November 25, 2024
Black Beverly Hills High School Students Address Racism After MAGA Mob Following Trump’s Election Win
'One of my students said they looked like the KKK.'
Black students and a teacher at Beverly Hills High School are reeling after a MAGA mob stormed the hallways on Election Day in support of now President-elect Donald Trump, Fox 11 reports.
“It was just a mob of kids,” fashion teacher Bella Ivory explained. “So many kids outside my door. One of them had a Trump flag on a pole, some of them had on MAGA hats. Some just had Trump apparel.
“They looked so frightened,” Ivory added. “I said I’m not going to open the door, and one of my students said they looked like the KKK.”
During a school board meeting, Ivory and some students addressed some of the concerns involving a number of racial intimidation tactics used on campus.
A senior student named Jurnee said racism became “utterly impossible” to ignore the week of the election.
“From 8:30 to 2:30, all week, being in school felt like a nightmare. What the Black students and Miss Bella had to deal with that week had nothing to do with politics,” she said. “That week, [being] stormed, being called the N-word…Being shunned, all because you were Black became the normal.”
Another student named Alexander shared how he has seen “slurs scrawled across the walls of our bathrooms” along with hateful and “violent rhetoric used toward Miss Bella and our club.”
The Beverly Hills Unified School District said, “We remain deeply committed to upholding a secure and conscientious setting where students can responsibly and considerately engage in the democratic process.”
However, the district is investigating the racist claims, including alleged evidence of a cell phone from a student posted on social media. In the recording, Ivory can allegedly be heard saying, “If anything happens to me at this school, my family will come for your families. If anything happens to my son, I will come for your families.”
Ivory, who has yet to return to class, claims the alleged recording was edited and says her message wasn’t a threat but was essential, “saying my family is going to come after [any] family that hurts me, kills me whatever, legally, not physically.”
According to Beverly Press, Joanie Garratt, who became a substitute teacher after entering retirement, was terminated on Nov. 13 for expressing being “disheartened” by the acts of the mob, which “specifically targeted the class where the Black Student Union was meeting.”
“Some students arrived at school truly upset and even crying only to be bullied later by their classmates,” Garratt wrote. “And don’t blame the administration for this. They are dealing with it. This comes from their leader, His Majesty, King.”
Principal Drew Stewart said such events would be prohibited in the future.“Students may not assemble, create moving mobs or form circles to shout, jump and physically contact others,” the memo read.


What you need to do => Repeat the listing exactly. Any picture in it should be left out of the copy.

::: Records to use :::

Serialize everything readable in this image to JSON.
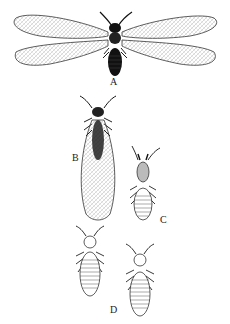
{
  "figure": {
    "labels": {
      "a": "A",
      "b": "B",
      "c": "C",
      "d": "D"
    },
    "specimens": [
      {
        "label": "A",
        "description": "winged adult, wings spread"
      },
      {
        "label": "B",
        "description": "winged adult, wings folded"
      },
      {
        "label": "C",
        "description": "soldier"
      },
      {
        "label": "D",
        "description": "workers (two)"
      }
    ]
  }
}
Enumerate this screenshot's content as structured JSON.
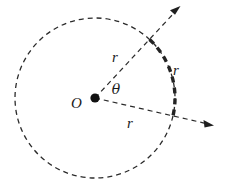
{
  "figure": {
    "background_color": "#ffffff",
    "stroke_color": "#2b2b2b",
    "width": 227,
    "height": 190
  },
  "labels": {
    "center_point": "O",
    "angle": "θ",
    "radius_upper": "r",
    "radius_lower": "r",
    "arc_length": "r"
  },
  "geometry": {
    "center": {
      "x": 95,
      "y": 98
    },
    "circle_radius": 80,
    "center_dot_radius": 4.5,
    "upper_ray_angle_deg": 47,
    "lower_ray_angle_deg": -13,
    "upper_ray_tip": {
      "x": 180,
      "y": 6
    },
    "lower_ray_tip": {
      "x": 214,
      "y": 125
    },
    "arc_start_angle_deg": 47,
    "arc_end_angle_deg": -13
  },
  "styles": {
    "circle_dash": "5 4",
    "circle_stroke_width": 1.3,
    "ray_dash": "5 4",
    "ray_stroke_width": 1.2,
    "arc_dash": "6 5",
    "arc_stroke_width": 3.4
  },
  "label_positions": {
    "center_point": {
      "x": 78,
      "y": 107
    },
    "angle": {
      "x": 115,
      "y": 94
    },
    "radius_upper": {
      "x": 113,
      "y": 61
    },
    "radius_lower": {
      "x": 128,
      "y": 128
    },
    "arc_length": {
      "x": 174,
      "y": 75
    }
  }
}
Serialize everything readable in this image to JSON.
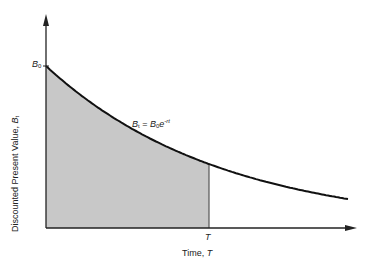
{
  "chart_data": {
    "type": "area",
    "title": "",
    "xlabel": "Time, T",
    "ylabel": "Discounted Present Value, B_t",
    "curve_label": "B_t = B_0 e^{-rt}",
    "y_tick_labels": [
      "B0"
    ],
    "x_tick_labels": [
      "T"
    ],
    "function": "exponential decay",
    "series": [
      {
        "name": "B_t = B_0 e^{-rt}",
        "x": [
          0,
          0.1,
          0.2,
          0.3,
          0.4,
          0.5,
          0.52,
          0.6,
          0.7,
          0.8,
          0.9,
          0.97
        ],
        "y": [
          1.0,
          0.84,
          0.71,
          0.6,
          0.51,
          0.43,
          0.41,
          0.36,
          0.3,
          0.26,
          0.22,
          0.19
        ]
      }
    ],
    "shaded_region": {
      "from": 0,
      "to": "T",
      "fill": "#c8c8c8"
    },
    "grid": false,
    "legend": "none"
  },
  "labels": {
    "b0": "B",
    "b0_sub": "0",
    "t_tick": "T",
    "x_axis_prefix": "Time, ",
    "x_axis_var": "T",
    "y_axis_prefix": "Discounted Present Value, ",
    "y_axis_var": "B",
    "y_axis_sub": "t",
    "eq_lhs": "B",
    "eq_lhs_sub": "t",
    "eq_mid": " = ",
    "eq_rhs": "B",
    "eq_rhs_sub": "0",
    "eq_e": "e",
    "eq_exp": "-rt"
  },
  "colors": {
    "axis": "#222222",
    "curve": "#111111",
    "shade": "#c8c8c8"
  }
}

:::

Response =>
Serialize everything readable in this image to JSON.
{
  "figure": {
    "labels": {
      "a": "A",
      "b": "B",
      "c": "C",
      "d": "D"
    },
    "specimens": [
      {
        "label": "A",
        "description": "winged adult, wings spread"
      },
      {
        "label": "B",
        "description": "winged adult, wings folded"
      },
      {
        "label": "C",
        "description": "soldier"
      },
      {
        "label": "D",
        "description": "workers (two)"
      }
    ]
  }
}
Enumerate this screenshot's content as structured JSON.
{
  "figure": {
    "background_color": "#ffffff",
    "stroke_color": "#2b2b2b",
    "width": 227,
    "height": 190
  },
  "labels": {
    "center_point": "O",
    "angle": "θ",
    "radius_upper": "r",
    "radius_lower": "r",
    "arc_length": "r"
  },
  "geometry": {
    "center": {
      "x": 95,
      "y": 98
    },
    "circle_radius": 80,
    "center_dot_radius": 4.5,
    "upper_ray_angle_deg": 47,
    "lower_ray_angle_deg": -13,
    "upper_ray_tip": {
      "x": 180,
      "y": 6
    },
    "lower_ray_tip": {
      "x": 214,
      "y": 125
    },
    "arc_start_angle_deg": 47,
    "arc_end_angle_deg": -13
  },
  "styles": {
    "circle_dash": "5 4",
    "circle_stroke_width": 1.3,
    "ray_dash": "5 4",
    "ray_stroke_width": 1.2,
    "arc_dash": "6 5",
    "arc_stroke_width": 3.4
  },
  "label_positions": {
    "center_point": {
      "x": 78,
      "y": 107
    },
    "angle": {
      "x": 115,
      "y": 94
    },
    "radius_upper": {
      "x": 113,
      "y": 61
    },
    "radius_lower": {
      "x": 128,
      "y": 128
    },
    "arc_length": {
      "x": 174,
      "y": 75
    }
  }
}
Serialize everything readable in this image to JSON.
{
  "chart_data": {
    "type": "area",
    "title": "",
    "xlabel": "Time, T",
    "ylabel": "Discounted Present Value, B_t",
    "curve_label": "B_t = B_0 e^{-rt}",
    "y_tick_labels": [
      "B0"
    ],
    "x_tick_labels": [
      "T"
    ],
    "function": "exponential decay",
    "series": [
      {
        "name": "B_t = B_0 e^{-rt}",
        "x": [
          0,
          0.1,
          0.2,
          0.3,
          0.4,
          0.5,
          0.52,
          0.6,
          0.7,
          0.8,
          0.9,
          0.97
        ],
        "y": [
          1.0,
          0.84,
          0.71,
          0.6,
          0.51,
          0.43,
          0.41,
          0.36,
          0.3,
          0.26,
          0.22,
          0.19
        ]
      }
    ],
    "shaded_region": {
      "from": 0,
      "to": "T",
      "fill": "#c8c8c8"
    },
    "grid": false,
    "legend": "none"
  },
  "labels": {
    "b0": "B",
    "b0_sub": "0",
    "t_tick": "T",
    "x_axis_prefix": "Time, ",
    "x_axis_var": "T",
    "y_axis_prefix": "Discounted Present Value, ",
    "y_axis_var": "B",
    "y_axis_sub": "t",
    "eq_lhs": "B",
    "eq_lhs_sub": "t",
    "eq_mid": " = ",
    "eq_rhs": "B",
    "eq_rhs_sub": "0",
    "eq_e": "e",
    "eq_exp": "-rt"
  },
  "colors": {
    "axis": "#222222",
    "curve": "#111111",
    "shade": "#c8c8c8"
  }
}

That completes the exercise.